In East Africa, thousands of people have died as Somalia and neighboring Ethiopia and Kenya face the worst drought in four decades. Survivors have described burying their children as they fled to camps where little assistance could be found.
After Russia invaded Ukraine, Somalia and other African countries turned to non-traditional grain partners like India, Turkey and Brazil, but at higher prices. Prices of critical foods could start to go down in two or three months as markets for imported food adjust and local harvests progress, Ferris said.
Deciding who is first in line for the grain from Ukraine could be affected by humanitarian needs but could also come down to existing business arrangements and commercial interests, including who is willing to pay the most, Ferris said.

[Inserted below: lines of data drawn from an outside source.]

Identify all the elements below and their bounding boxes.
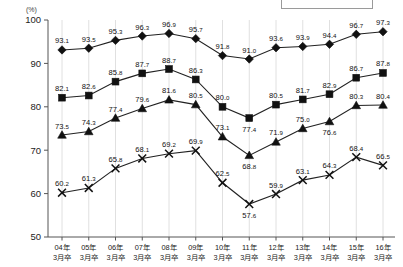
data-point-marker-square [299,96,306,103]
x-axis-tick-label: 08年 [161,243,177,252]
data-point-marker-square [139,70,146,77]
data-point-label: 86.7 [349,64,364,73]
data-point-marker-triangle [325,117,334,125]
data-point-marker-triangle [165,96,174,104]
data-point-marker-diamond [85,44,93,52]
x-axis-tick-label: 3月卒 [347,253,365,262]
y-axis-tick-label: 100 [25,14,41,25]
data-point-label: 74.3 [82,118,97,127]
data-point-label: 91.0 [242,46,257,55]
y-axis-tick-label: 80 [30,101,41,112]
data-point-label: 66.5 [376,152,391,161]
y-axis-tick-label: 70 [30,145,41,156]
data-point-label: 87.7 [135,60,150,69]
data-point-label: 80.5 [269,91,284,100]
data-point-marker-diamond [379,28,387,36]
data-point-marker-diamond [352,30,360,38]
data-point-label: 69.2 [162,140,177,149]
data-point-label: 82.6 [82,82,97,91]
data-point-label: 93.9 [296,33,311,42]
data-point-marker-diamond [192,34,200,42]
x-axis-tick-label: 3月卒 [106,253,124,262]
x-axis-tick-label: 14年 [322,243,338,252]
data-point-label: 73.1 [216,123,231,132]
data-point-marker-square [353,74,360,81]
data-point-marker-diamond [325,40,333,48]
data-point-label: 93.6 [269,34,284,43]
data-point-label: 96.3 [135,23,150,32]
x-axis-tick-label: 15年 [349,243,365,252]
data-point-marker-diamond [58,46,66,54]
y-axis-tick-label: 90 [30,58,41,69]
x-axis-tick-label: 3月卒 [53,253,71,262]
y-axis-tick-label: 50 [30,231,41,242]
data-point-label: 95.7 [189,25,204,34]
data-point-label: 82.9 [323,81,338,90]
x-axis-tick-label: 06年 [108,243,124,252]
data-point-label: 68.8 [242,162,257,171]
data-point-label: 88.7 [162,56,177,65]
data-point-label: 75.0 [296,115,311,124]
x-axis-tick-label: 10年 [215,243,231,252]
x-axis-tick-label: 07年 [135,243,151,252]
x-axis-tick-label: 3月卒 [320,253,338,262]
data-point-label: 79.6 [135,95,150,104]
data-point-marker-square [219,103,226,110]
data-point-label: 81.7 [296,86,311,95]
data-point-label: 91.8 [216,42,231,51]
data-point-label: 65.8 [109,155,124,164]
data-point-label: 64.3 [323,161,338,170]
data-point-marker-triangle [272,138,281,146]
data-point-marker-square [380,70,387,77]
data-point-label: 77.4 [109,105,124,114]
data-point-marker-square [326,91,333,98]
data-point-label: 96.7 [349,21,364,30]
data-point-label: 97.3 [376,18,391,27]
data-point-label: 68.1 [135,145,150,154]
data-point-label: 96.9 [162,20,177,29]
x-axis-tick-label: 3月卒 [133,253,151,262]
data-point-label: 61.3 [82,174,97,183]
y-axis-tick-label: 60 [30,188,41,199]
x-axis-tick-label: 05年 [81,243,97,252]
x-axis-tick-label: 3月卒 [160,253,178,262]
data-point-marker-diamond [218,51,226,59]
x-axis-tick-label: 3月卒 [213,253,231,262]
data-point-marker-triangle [379,101,388,109]
data-point-label: 94.4 [323,31,338,40]
data-point-marker-diamond [138,32,146,40]
x-axis-tick-label: 16年 [375,243,391,252]
data-point-label: 80.0 [216,93,231,102]
x-axis-tick-label: 11年 [242,243,258,252]
data-point-label: 93.1 [55,36,70,45]
chart-canvas: 5060708090100(%)04年3月卒05年3月卒06年3月卒07年3月卒… [0,0,403,267]
x-axis-tick-label: 3月卒 [80,253,98,262]
x-axis-tick-label: 13年 [295,243,311,252]
data-point-marker-diamond [111,36,119,44]
data-point-label: 69.9 [189,137,204,146]
x-axis-tick-label: 04年 [54,243,70,252]
data-point-marker-diamond [165,29,173,37]
data-point-marker-diamond [245,55,253,63]
data-point-label: 62.5 [216,169,231,178]
data-point-marker-square [59,94,66,101]
data-point-label: 85.8 [109,68,124,77]
data-point-marker-diamond [272,44,280,52]
y-axis-unit-label: (%) [26,6,37,14]
data-point-marker-square [273,101,280,108]
x-axis-tick-label: 3月卒 [294,253,312,262]
x-axis-tick-label: 3月卒 [187,253,205,262]
x-axis-tick-label: 3月卒 [267,253,285,262]
data-point-label: 80.5 [189,91,204,100]
data-point-label: 81.6 [162,86,177,95]
line-chart: 5060708090100(%)04年3月卒05年3月卒06年3月卒07年3月卒… [0,0,403,267]
data-point-label: 82.1 [55,84,70,93]
x-axis-tick-label: 3月卒 [374,253,392,262]
data-point-label: 59.9 [269,181,284,190]
data-point-marker-square [112,78,119,85]
data-point-label: 80.3 [349,92,364,101]
data-point-label: 68.4 [349,144,364,153]
x-axis-tick-label: 12年 [268,243,284,252]
data-point-label: 76.6 [323,128,338,137]
x-axis-tick-label: 3月卒 [240,253,258,262]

“Ukraine is not a charity,” he said. “It will be looking to get the best deals on the market” to maintain its own fragile economy.
The WFP said this week it’s planning to buy, load and ship 30,000 tons of wheat out of Ukraine on a UN-chartered vessel. It did not say where the vessel would go or when that voyage might happen.
In Lebanon, where Mercy Corps says the price of wheat flour has risen by more than 200 percent since the start of Russia’s war, people stood in long, often tense lines outside bakeries for subsidized bread in recent days.
The government green-lit a $150 million World Bank loan to import wheat, a temporary solution of six to nine months before it could be forced to lift subsidies on bread altogether.
While the situation is hard for millions of Lebanese, the country’s roughly 1 million Syrian refugees who fled a civil war across the border face stigmatization and discrimination trying to buy bread.
A Syrian living in northern Lebanon said it often takes him three to four visits to bakeries before he finds someone willing to sell him bread, with priority given to Lebanese. He described lines of 100 people waiting and only a handful being allowed in every half-hour to buy a small bundle of loaves.
“We get all sorts of rude comments because we’re Syrian, which we usually just ignore, but sometimes it gets too much and we decide to go home empty-handed,” he said, speaking on condition of anonymity for fear of reprisal.